Democracy might be mathematically impossible – here’s why. Head to https://brilliant.org/veritasium to start your free 30-day trial and get 20% off an annual premium subscription.
adding in Jill Stein would change how Kamala and Trump are ranked in relation to each other (in a ranked-choice voting system)
But how does this make democracy “impossible”? As far as I can tell this would be a good thing IRL. Republicans would become powerless if someone installed an actual ranked vote electoral process overnight, because Democrats would suddenly get a significant flood of second or third place voters for them and general voter disillusionment would plummet. This would inevitably result in the Democrats becoming irrelevant too, because they need the big scary Republican threat to get any votes.
So democracy only seems “impossible” if you want to literally blackmail your voter base. Otherwise what kind of bullshit math wizardry are they pulling out of their ass to argue that the exact ranking of each individual candidate is what makes something “more democratic” rather than whether a system produces what’s wanted by popular demand?
bullshit math wizardry are they pulling out of their ass to argue that the exact ranking of each individual candidate
If you’re voting in an election with ten candidates, but you only like two of them and equally despise the other eight, the “maths impossibility” arises because you’ll have to put a candidate you hate third
Couldn’t you just not write a third? This makes no sense to me unless you strictly enforce having a third choice being necessary, which seems random and needless. If someone can just not have a third candidate, or not have a second candidate, I see no reason why that would negatively affect the system. Their vote is just lost if neither of their candidates win with their votes, same as if they didn’t go to vote in the first place.
Yes, in Australian Senate elections you only need to rank at least 6 parties above the line or at least 12 individual candidates below the line on the long ballot paper
In practice you might rank all ~100 candidates to try and avoid a couple candidates you hate the most
I mean, you’re making a political argument, and one I don’t disagree with. But the point of the theorem is about an idealized voting mechanism, absent ideology. There’s absolutely arguments to be made about the usefulness of studying things like pure math, and I’m sympathetic to some of them, but even so, I think it’s important to know how the system we use to implement democracy actually functions.
I think also the title is just pure clickbait, never take a youtuber at their word.
But how does this make democracy “impossible”? As far as I can tell this would be a good thing IRL. Republicans would become powerless if someone installed an actual ranked vote electoral process overnight, because Democrats would suddenly get a significant flood of second or third place voters for them and general voter disillusionment would plummet. This would inevitably result in the Democrats becoming irrelevant too, because they need the big scary Republican threat to get any votes.
So democracy only seems “impossible” if you want to literally blackmail your voter base. Otherwise what kind of bullshit math wizardry are they pulling out of their ass to argue that the exact ranking of each individual candidate is what makes something “more democratic” rather than whether a system produces what’s wanted by popular demand?

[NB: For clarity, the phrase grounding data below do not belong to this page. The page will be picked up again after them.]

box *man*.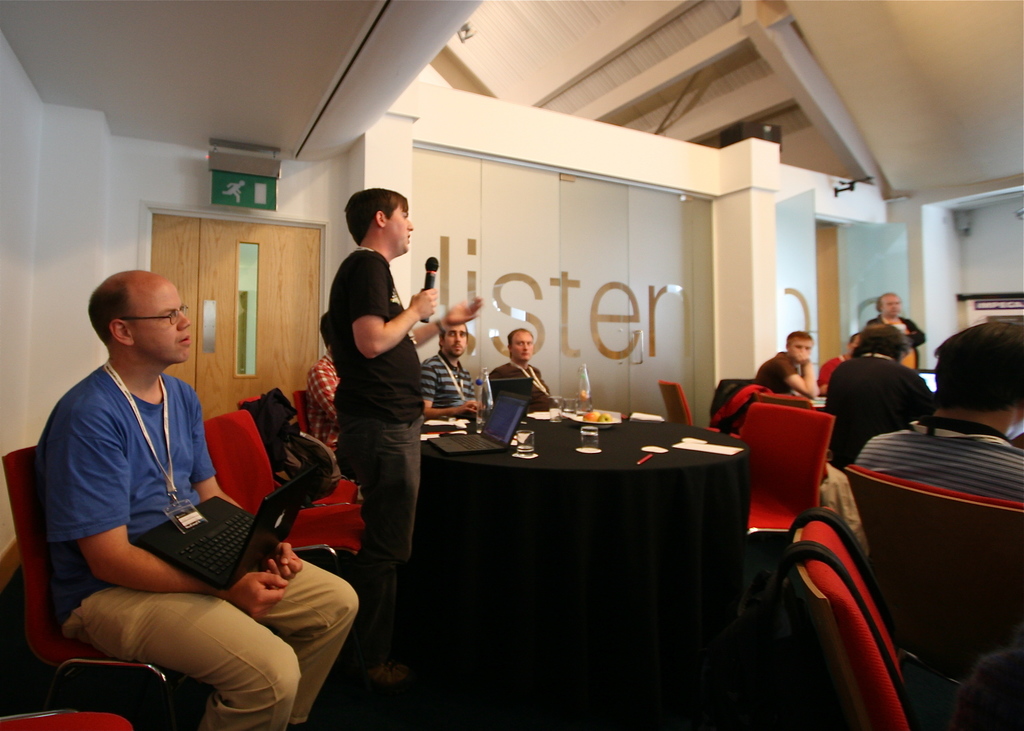
bbox=(818, 321, 947, 481).
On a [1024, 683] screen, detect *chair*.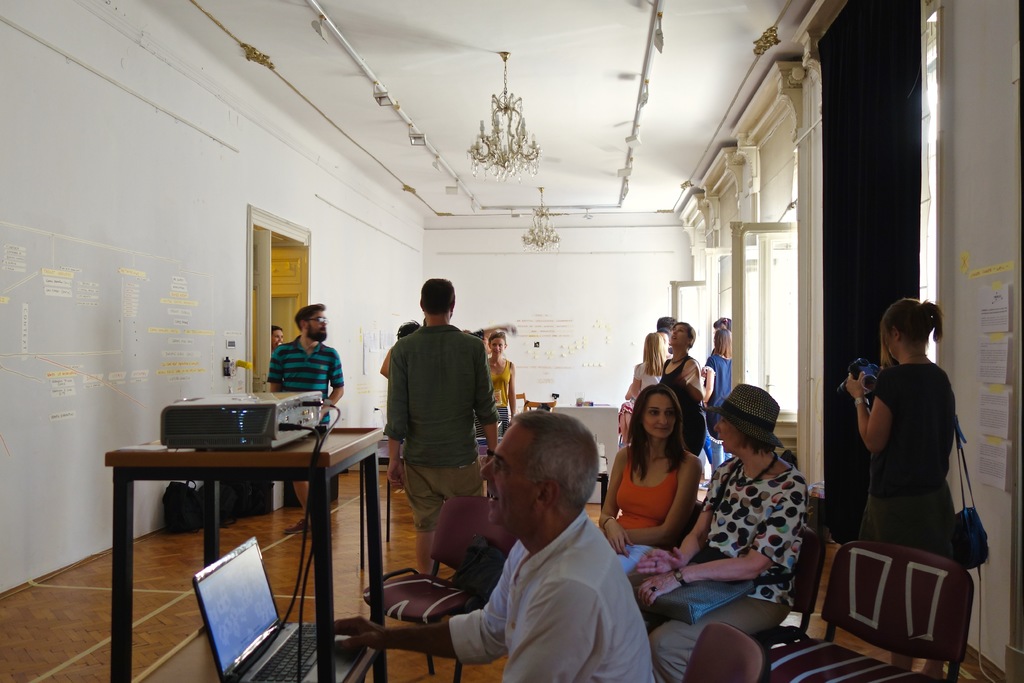
detection(360, 495, 518, 682).
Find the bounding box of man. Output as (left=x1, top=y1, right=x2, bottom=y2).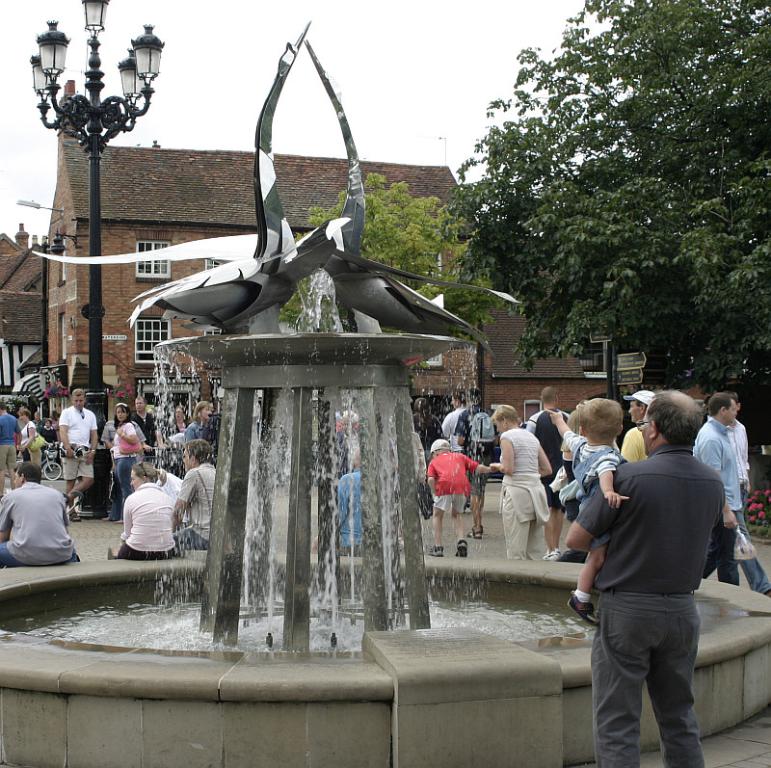
(left=562, top=389, right=728, bottom=766).
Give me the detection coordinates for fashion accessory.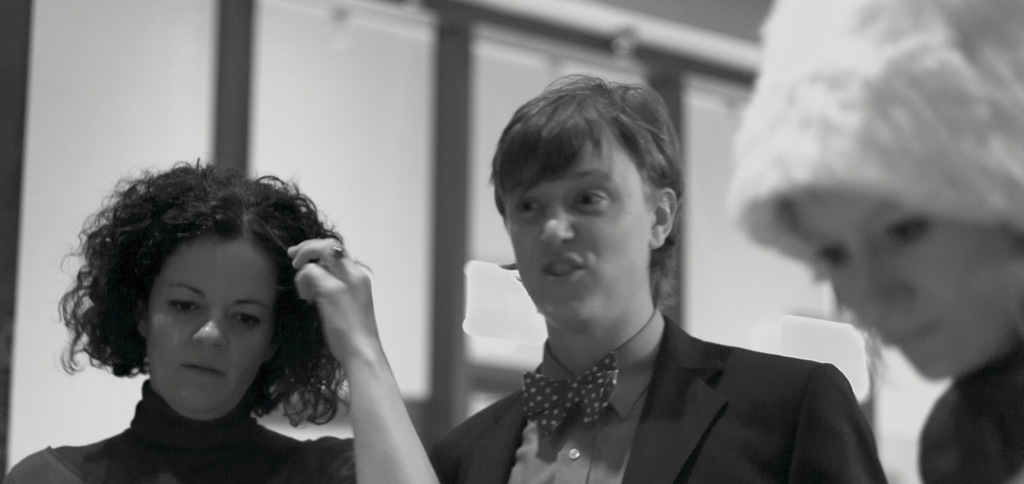
{"x1": 519, "y1": 354, "x2": 619, "y2": 442}.
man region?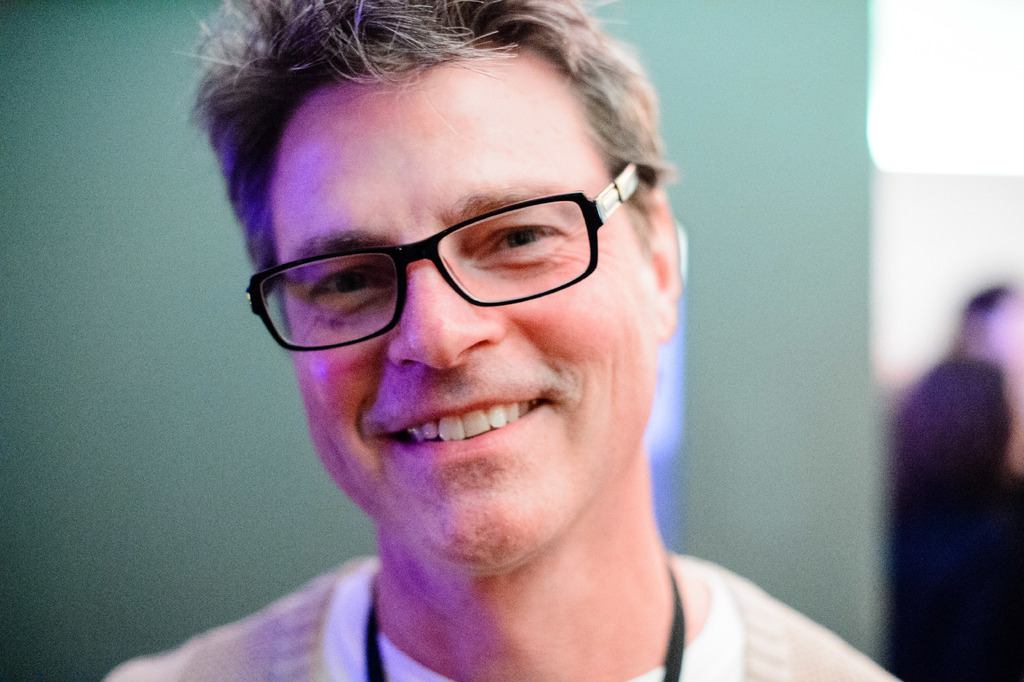
BBox(883, 286, 1023, 681)
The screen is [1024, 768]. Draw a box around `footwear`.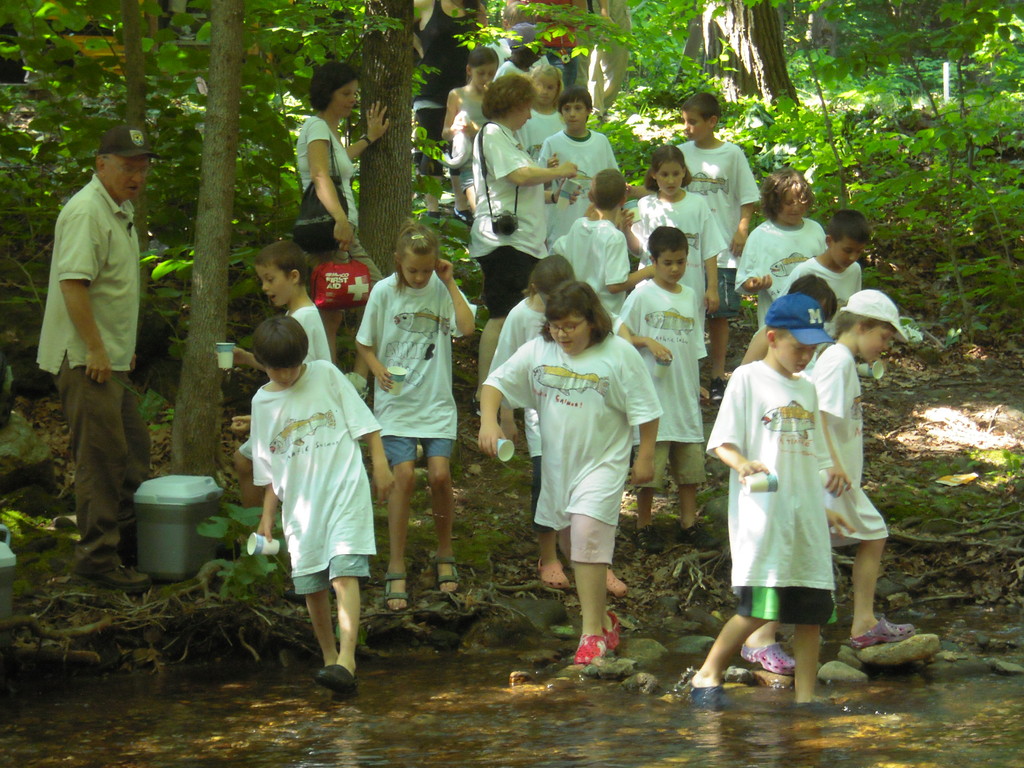
select_region(607, 569, 628, 599).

If you’re voting in an election with ten candidates, but you only like two of them and equally despise the other eight, the “maths impossibility” arises because you’ll have to put a candidate you hate third
Couldn’t you just not write a third? This makes no sense to me unless you strictly enforce having a third choice being necessary, which seems random and needless. If someone can just not have a third candidate, or not have a second candidate, I see no reason why that would negatively affect the system. Their vote is just lost if neither of their candidates win with their votes, same as if they didn’t go to vote in the first place.
Yes, in Australian Senate elections you only need to rank at least 6 parties above the line or at least 12 individual candidates below the line on the long ballot paper
In practice you might rank all ~100 candidates to try and avoid a couple candidates you hate the most
I usually just go with the party and stop at 6 or the first major party (that kinda acts like a big wall)
I mean, you’re making a political argument, and one I don’t disagree with. But the point of the theorem is about an idealized voting mechanism, absent ideology. There’s absolutely arguments to be made about the usefulness of studying things like pure math, and I’m sympathetic to some of them, but even so, I think it’s important to know how the system we use to implement democracy actually functions.
I think also the title is just pure clickbait, never take a youtuber at their word.